Perhaps the most insidious impact of policy volatility is that it makes long-term reform almost impossible. Public sector institutions need clarity and stability to plan and execute meaningful change. Departments that draft new regulations, procure large projects, or implement social programs rely on consistent direction from Treasury and Cabinet.

But when policy direction changes midstream- whether due to shifting political alliances, misaligned messaging between departments, or changes in budgetary decisions- reform grinds to a halt. Skilled professionals lose motivation. Programmes stall. Pilot projects are abandoned. And institutional memory suffers as talent exits the public service.

The Broader Cost to Growth and National Development

The cumulative effect of all this is a drag on economic growth that is both measurable and preventable. The IMF, World Bank, and numerous rating agencies have repeatedly cited policy uncertainty as a key reason for South Africa’s underperformance. Treasury itself acknowledged that the VAT reversal, while easing household pressures in the short term, will lower its real GDP growth for 2025. In short, policy uncertainty doesn’t just affect this year’s budget—it mortgages the country’s future.

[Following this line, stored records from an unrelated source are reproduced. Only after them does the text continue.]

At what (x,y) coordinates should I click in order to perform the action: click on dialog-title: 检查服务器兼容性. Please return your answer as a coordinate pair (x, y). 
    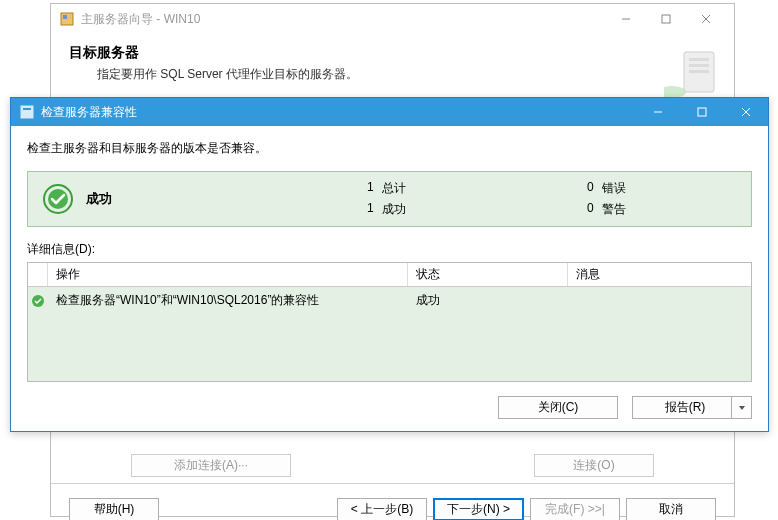
    Looking at the image, I should click on (338, 112).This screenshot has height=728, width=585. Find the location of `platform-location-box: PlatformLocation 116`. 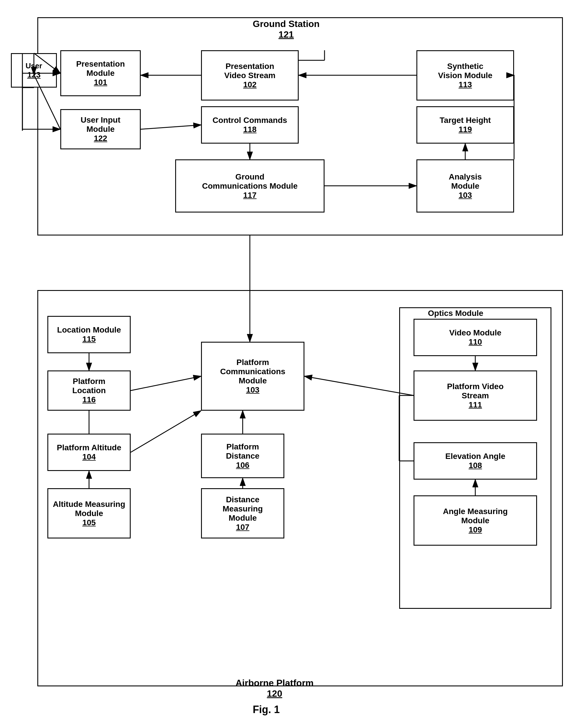

platform-location-box: PlatformLocation 116 is located at coordinates (89, 390).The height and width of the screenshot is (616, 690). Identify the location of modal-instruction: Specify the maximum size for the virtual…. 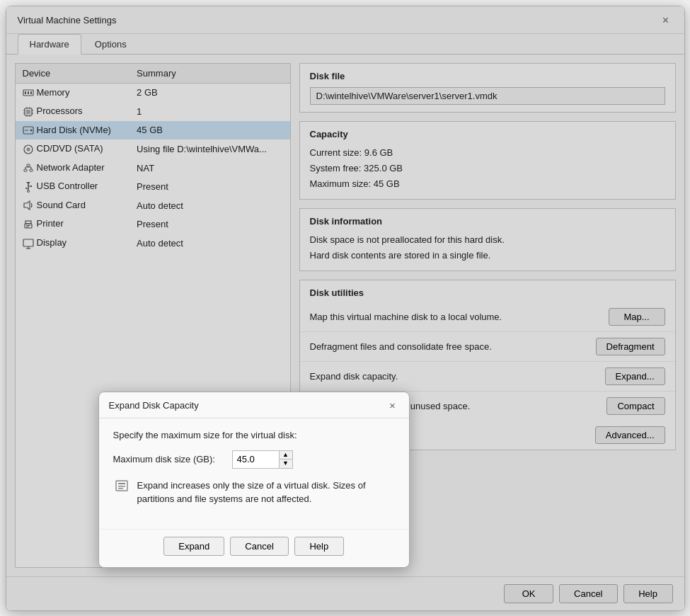
(254, 435).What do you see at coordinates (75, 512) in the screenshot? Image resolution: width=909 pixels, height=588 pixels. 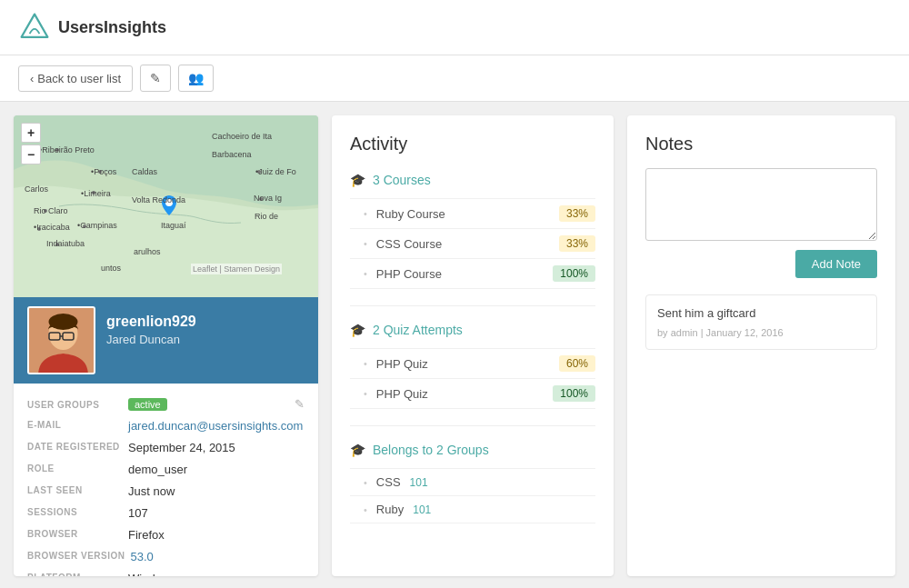 I see `sessions-label: SESSIONS` at bounding box center [75, 512].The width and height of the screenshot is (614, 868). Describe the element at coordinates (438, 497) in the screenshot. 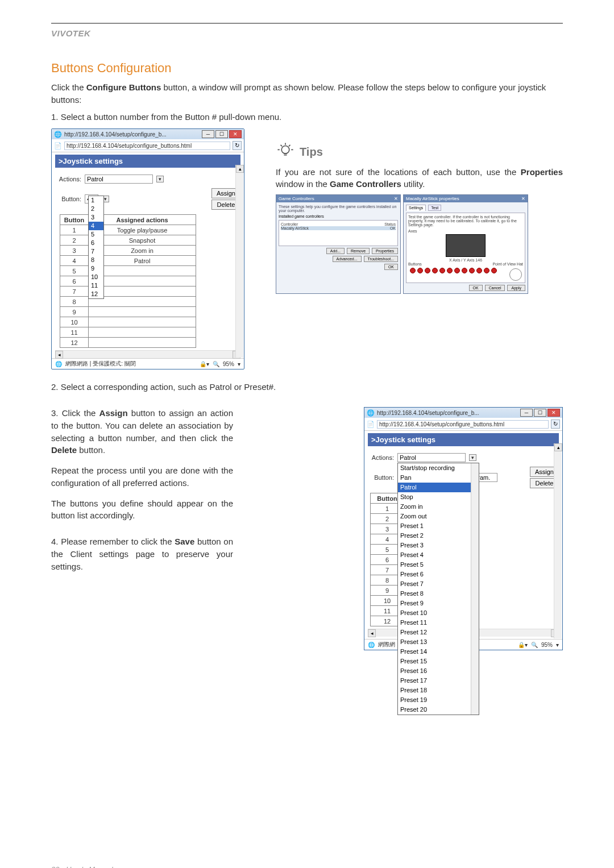

I see `dropdown-option: Stop` at that location.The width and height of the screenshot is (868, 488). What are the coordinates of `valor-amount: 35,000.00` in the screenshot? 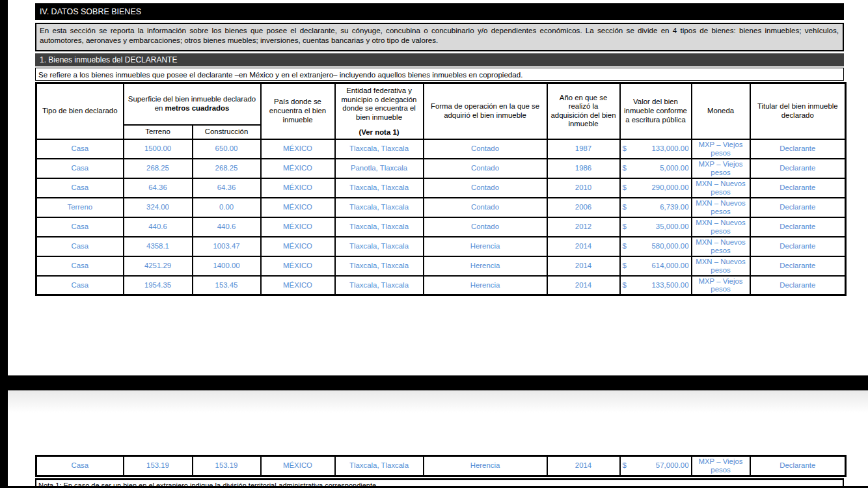 It's located at (673, 226).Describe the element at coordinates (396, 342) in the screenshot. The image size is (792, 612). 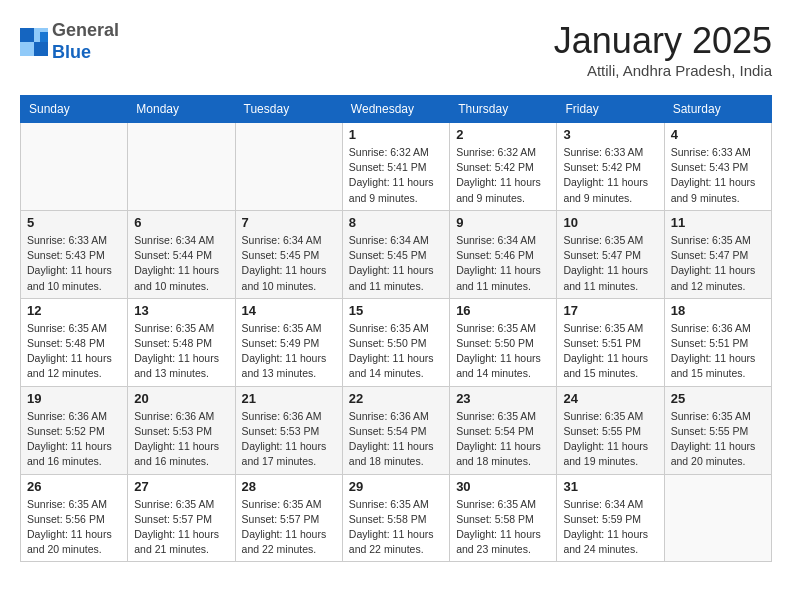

A Call for Policy Stability and Institutional Courage

The lesson is clear: policy must be made with care—and kept with courage. Transparency, consistency, and coherence are not luxuries in economic policymaking; they are prerequisites for progress. South Africa’s fiscal future does not depend solely on whether VAT is raised or not. It depends on whether government can commit to a path, explain its trade-offs clearly, and stick to its plans– even when it’s politically inconvenient.

The country is at a crossroads. It can either continue down a road of ad hoc adjustments and reactive decision-making—or seize this moment to restore credibility, rebuild trust, and chart a more stable and inclusive growth path. If there’s one thing the economy fears more than bad news, it’s uncertainty about what comes next.